IN SHORT: Nigeria’s Bank Verification Number database reached 68.6 million registrations in March 2026, up from 67.8 million at end-2025, according to NIBSS data. Growth is slowing sharply: the first quarter of 2026 added only 754,128 new BVNs against 4.3 million added across all of 2025. The CBN’s revised BVN framework introduced in March tightens fraud monitoring, restricts registration to adults aged 18 and above, and limits phone number changes to once per BVN.
Nigeria’s BVN database reached 68.6 million in March 2026, with just 754,128 new registrations recorded in the first quarter of 2026 against 4.3 million added in full-year 2025, signalling a significant deceleration in enrolment growth even as the CBN introduced a revised BVN framework in March targeting fraud, tighter identity controls, and stricter age eligibility.
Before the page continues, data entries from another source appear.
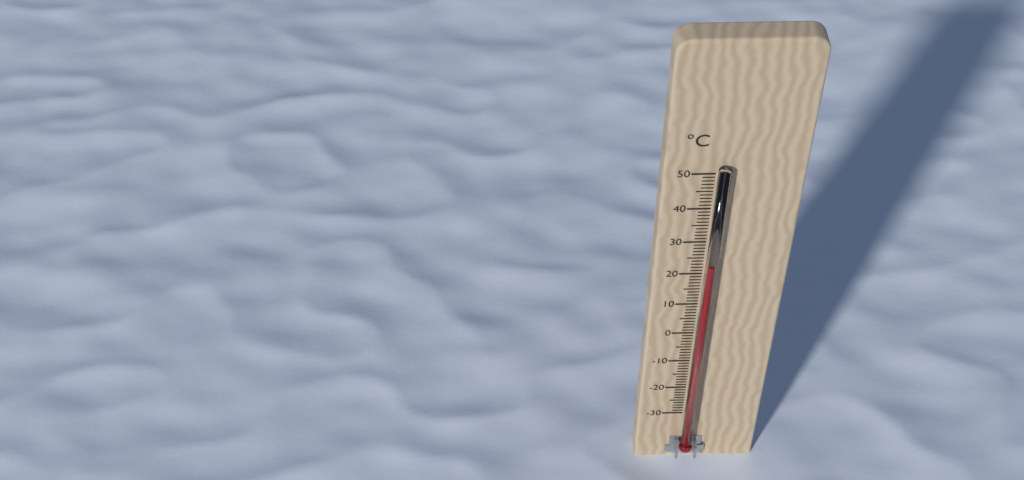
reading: 24 °C
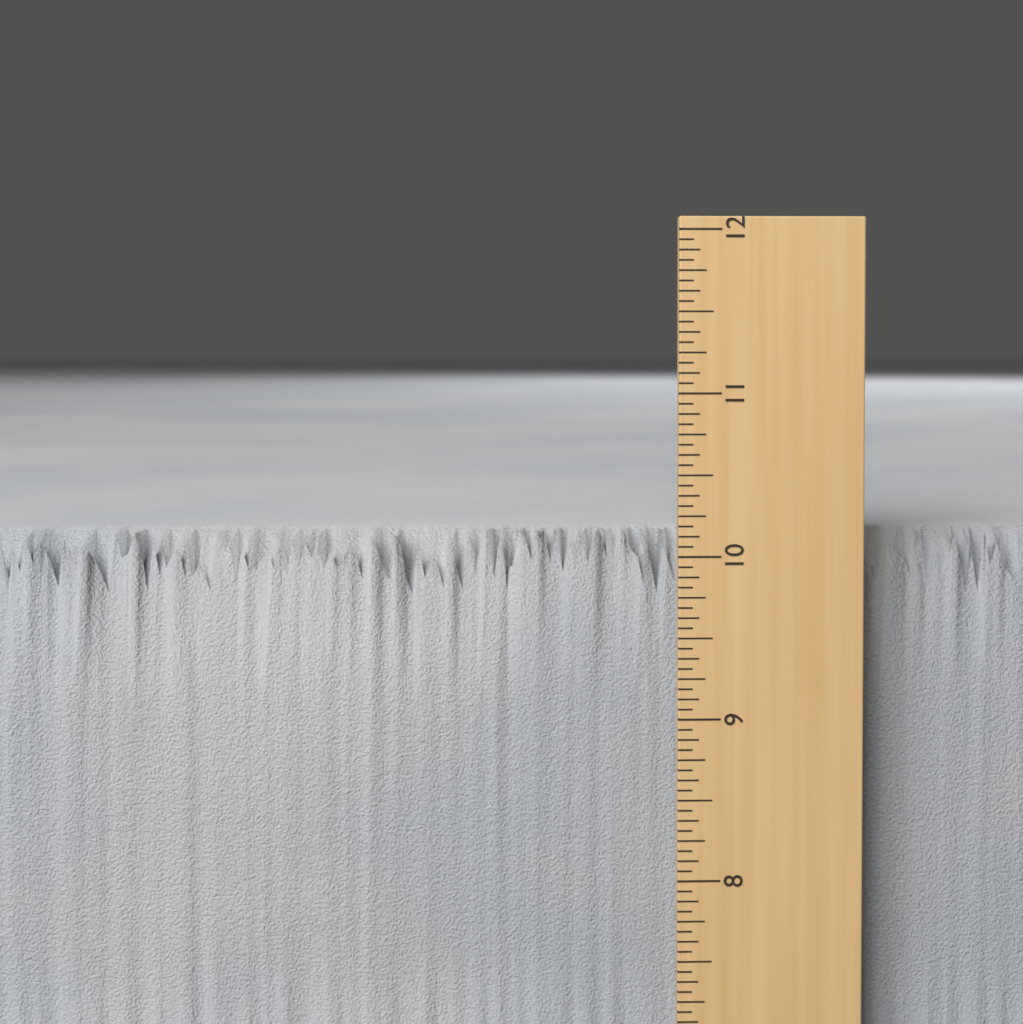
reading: 10.1250 in
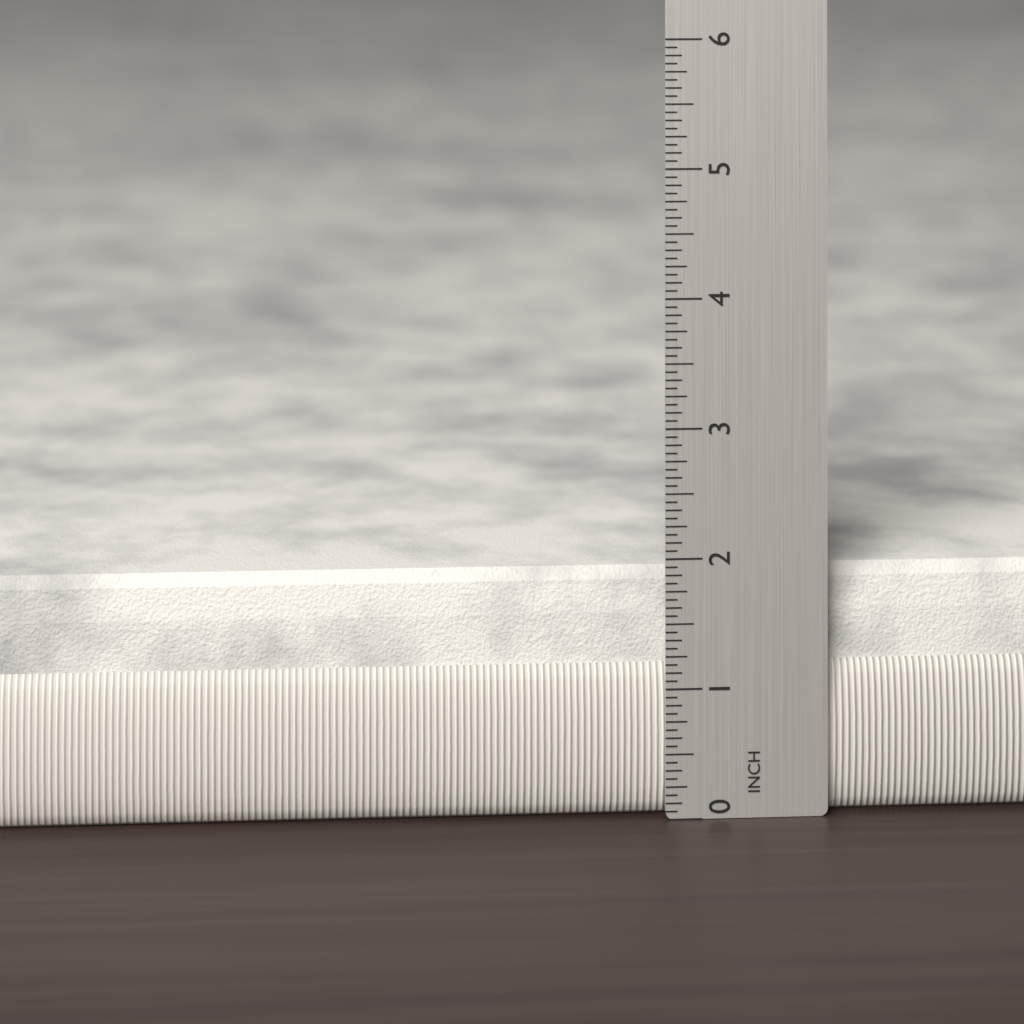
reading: 1.8750 in
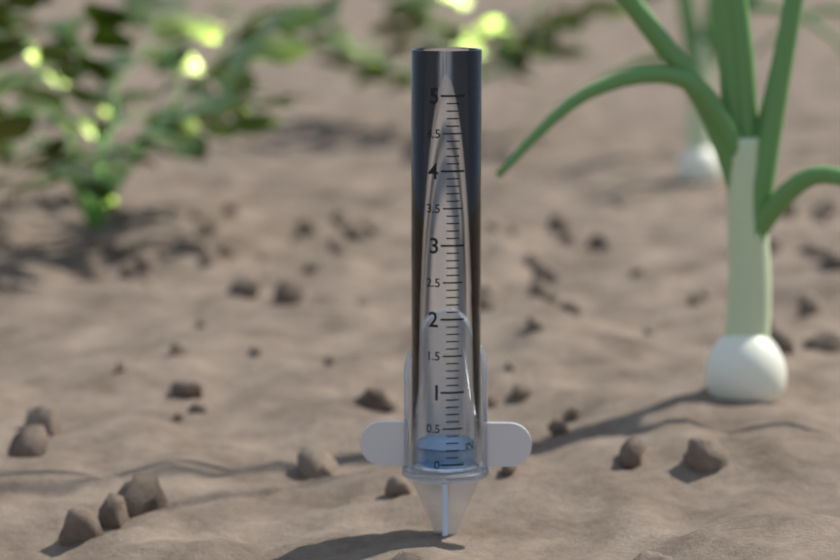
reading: 0.2 in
- 68.6 million BVNs as of March 2026, up from 67.8 million at end-December 2025. Q1 2026 added 754,128 new registrations, a pace that would yield under 3 million for the full year if sustained.
- 2025 saw 4.3 million BVN registrations, partly driven by the Non-Resident BVN initiative launched in May 2025 allowing diaspora Nigerians to register remotely without visiting a bank branch in Nigeria.
- Nigeria has over 320 million active bank accounts as of March 2025, against 68.6 million BVNs, a structural gap suggesting significant volumes of accounts remain either unlinked or held by individuals with multiple accounts under a single BVN.
- The CBN’s revised framework introduced March 12, 2026, introduces a 24-hour temporary watchlist for BVNs linked to suspected fraudulent transactions, during which the account holder is contacted for clarification before further regulatory action.
- New age restriction: BVN registration now limited to individuals aged 18 and above, aligning biometric identity with legally recognised adulthood thresholds.
- Phone number change restriction: customers may only change the phone number linked to their BVN once, closing a loophole used to reset identity links for fraudulent purposes.
The BVN system is the backbone of Nigeria’s financial identity infrastructure, linking all accounts held by an individual across every bank in the system and enabling fraud detection, credit scoring, and regulatory oversight. At 68.6 million BVNs against a population of over 220 million, the penetration rate is approximately 31%, though the more relevant comparison is against the adult banked population. The deceleration in Q1 2026 growth may reflect natural saturation of the most accessible registration segments, with remaining unregistered individuals being harder to reach, older, or located in areas with limited banking infrastructure.
The Bigger Picture: The gap between 320 million active accounts and 68.6 million BVNs is the most important number in this data release. It means a large portion of Nigeria’s banking activity still sits outside the biometric identity layer designed to prevent fraud, enforce KYC compliance, and enable the kind of credit infrastructure that would allow Nigerian banks to lend more efficiently. The CBN’s new fraud watchlist and age restriction close specific loopholes, but the structural priority is closing the BVN coverage gap. The diaspora NRBVN initiative was the right move: it added millions of financially active Nigerians to the system who had previously been locked out by the requirement to physically present in Nigeria. Extending that same accessibility logic domestically, through mobile and agent-based registration reaching underserved populations, is the next lever.